I am trying to create ac program which has an infinite loop in the main method (multi-threaded application). We are using pthreads and POSIX shared memory between two applications. If I exit one of the programs using the command line (CTL+C), then I want to run a cleanup method to cleanup all allocated memory and removed the POSIX shared memory map.
int main () {
for (;;)
{
}
destroy_shared_object(shm, MEM_MAP_SIZE);
exit(EXIT_SUCCESS);
return 0;
}
Right now this is what I have above, however when I exit the program I don't think it removes the shared memory map and cleans up.

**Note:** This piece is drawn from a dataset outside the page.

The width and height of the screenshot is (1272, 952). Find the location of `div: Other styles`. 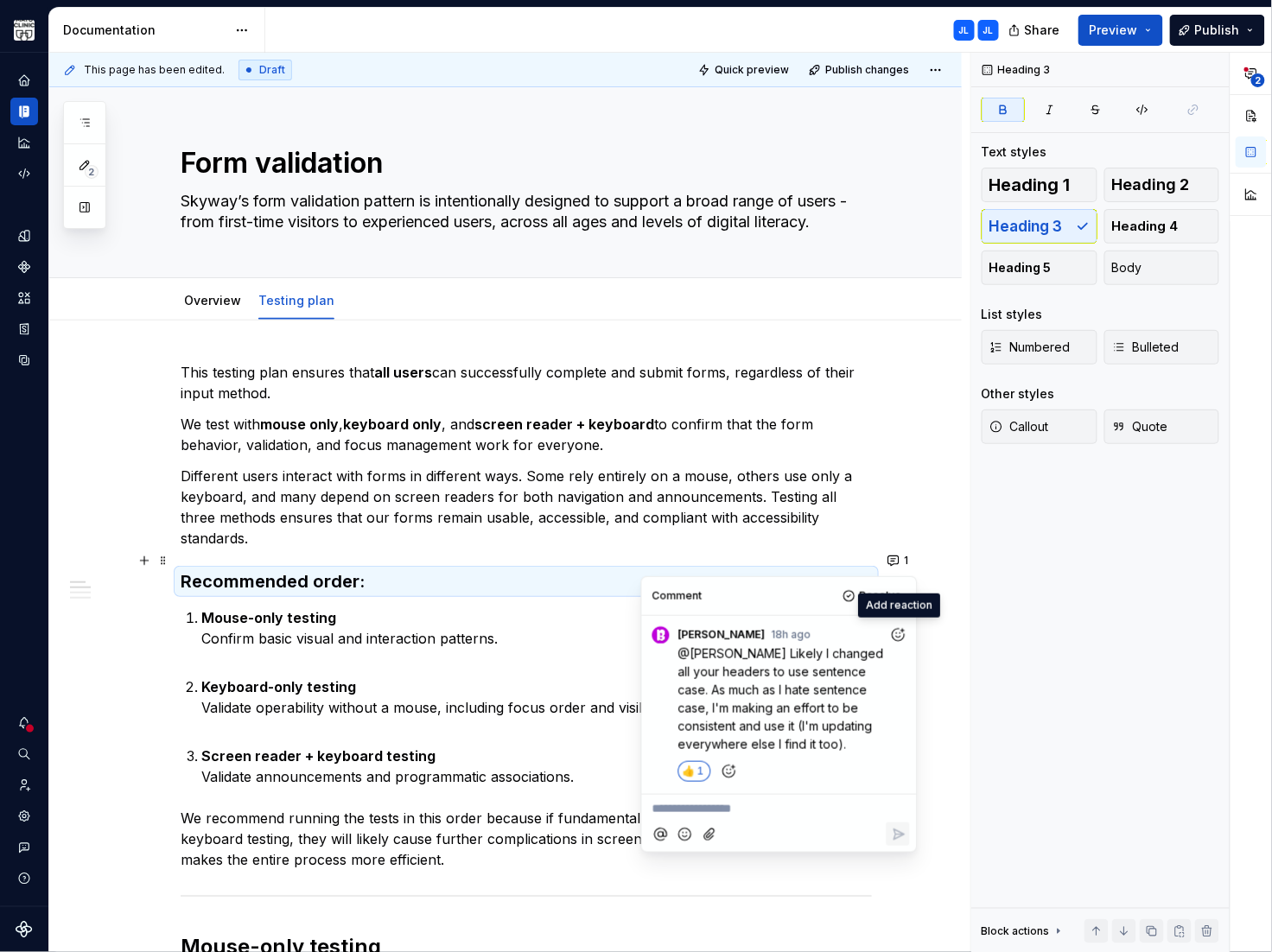

div: Other styles is located at coordinates (1018, 394).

Any help would be appreciated!
You may catch CTRL+C
with a signal()
handler and set a flag variable within the signal handler:
#include <stdio.h>
#include <unistd.h>
#include <stdlib.h>
#include <signal.h>
static volatile sig_atomic_t running = 1;
void sighandler(int signum) {
running = 0;
}
int main() {
signal(SIGINT, sighandler);
while(running) {
sleep(1);
}
printf("Do the cleanup...\n");
return 0;
}
EDIT:
It's probably better to use sigaction()
instead:
WARNING: the behavior of signal() varies across UNIX versions, and has also varied historically across different versions of Linux. Avoid its use: use sigaction(2) instead. See > Portability below.